Person of day   -  12 AUGUST 2023

ALEXANDER KOTOV

ALEXANDER KOTOV

When he was 16, Alexander Kotov became the champion of Tula. Ten years later, when he was a Muscovite making his debut in the 1939 Soviet championship, he created a sensation by finishing second to Mikhail Botvinnik. However, Kotov’s main achievements would come in the postwar years. 

At the famous 1964 tournament in Groningen he defeated both Botvinnik and Euwe, who split 1-2 -places. In 1948, Kotov shared 1stplace at the Soviet championship with Bronstein. Furthermore, in 1950, he entered the fight for the world championship and came sixth in Budapest. Kotov also performed wonderfully at the 1952 inter-zonal tournament in Stockholm, which he won with 16,5 points out of 20, overtaking second-placed Petrosian and Taimanov by three points! This was Alexander Kotov’s finest hour- a chess player of an imaginative, attacking style whose games won several awards for their sporting beauty at tournaments. 
  
He also achieved other successes- he won a tournament in Venice in 1950, Hastings in 1963, two Olympiads with the Soviet team in 1952 and 1954, but Stockholm 1952 remained the pinnacle of his achievements. 

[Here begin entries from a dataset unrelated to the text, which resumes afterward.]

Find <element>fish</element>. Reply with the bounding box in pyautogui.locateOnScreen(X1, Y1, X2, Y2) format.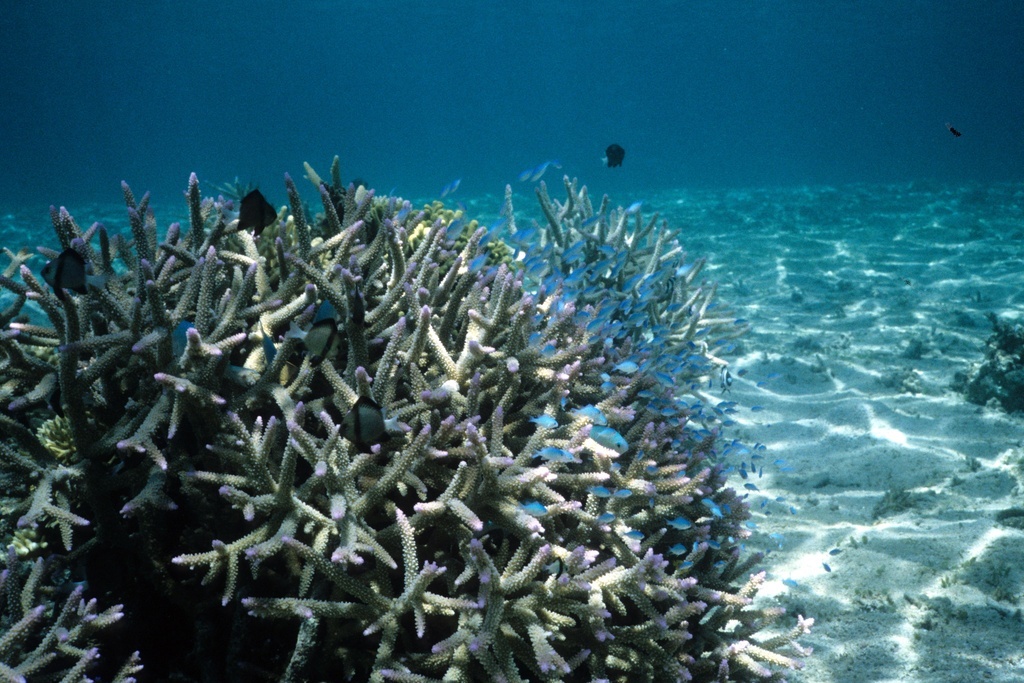
pyautogui.locateOnScreen(231, 187, 279, 238).
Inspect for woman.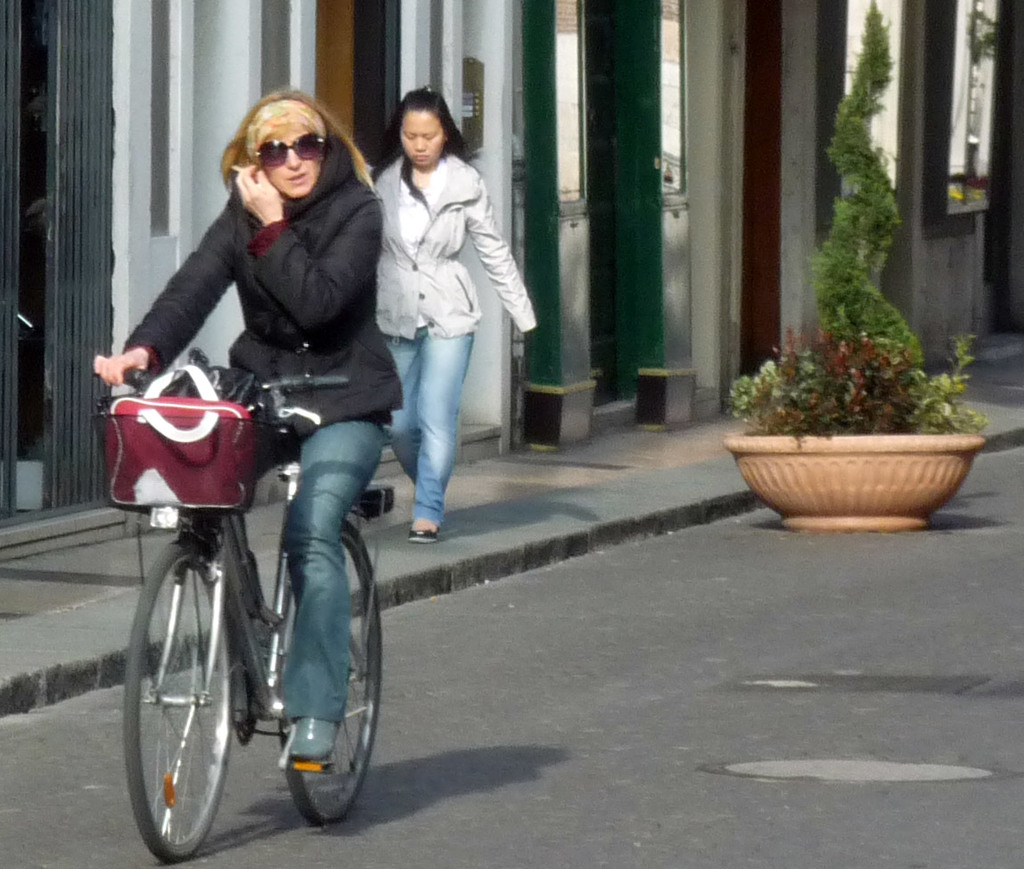
Inspection: locate(93, 97, 411, 775).
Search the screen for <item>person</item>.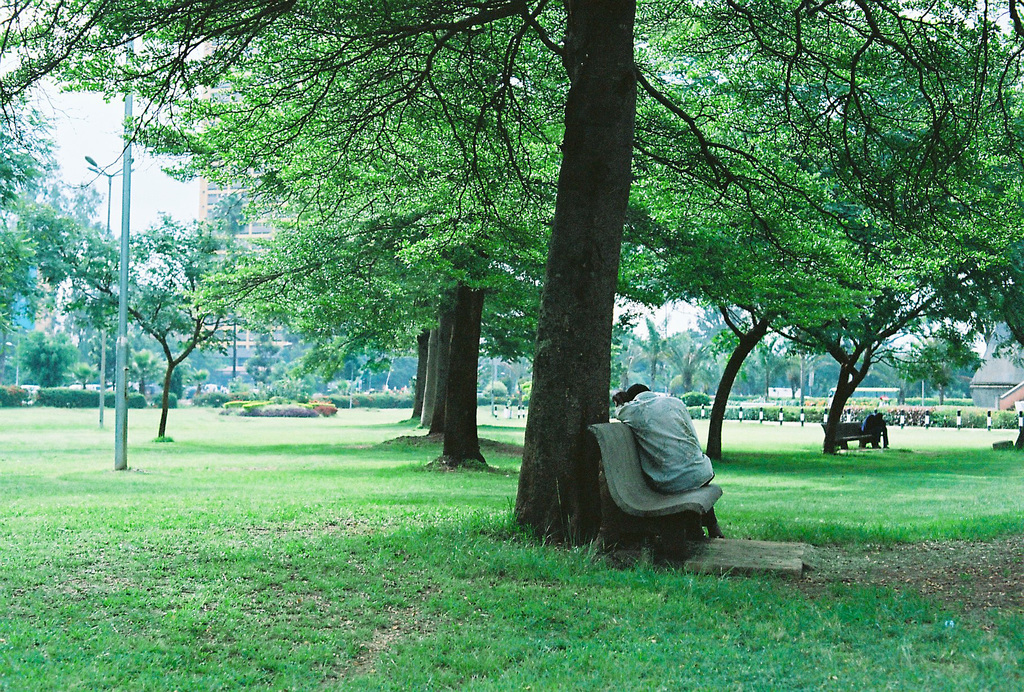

Alexander Kotov had a varying personality that had other strengths beside chess. An engineer by profession, he worked in the defence industry during the War years and was awarded the Order of Lenin for helping create new armaments. Kotov also left behind a heritage in literature. After studying the art and life of Alexandre Alekhine for many years, he published The Chess Legacy of Alexandre Alekhine, wrote a novel titled Black and White and an identical play devoted to the life of the great Russian chess player. 

Kotov’s pen also composed books like The Soviet School of ChessNotes of a Chess PlayerKidnapping ProserpinaGrandmaster at WorkThink Like a GrandmasterSquirrel in A WheelChess Tactics and many others.  

Kotov also played a large role in promoting chess. He was the deputy chairman of the Soviet Chess Federation for many years, as well presiding over the Central Chess Club of the USSR and an anchor for a TV chess school. 

Alexander Kotov died in Moscow in January 1981.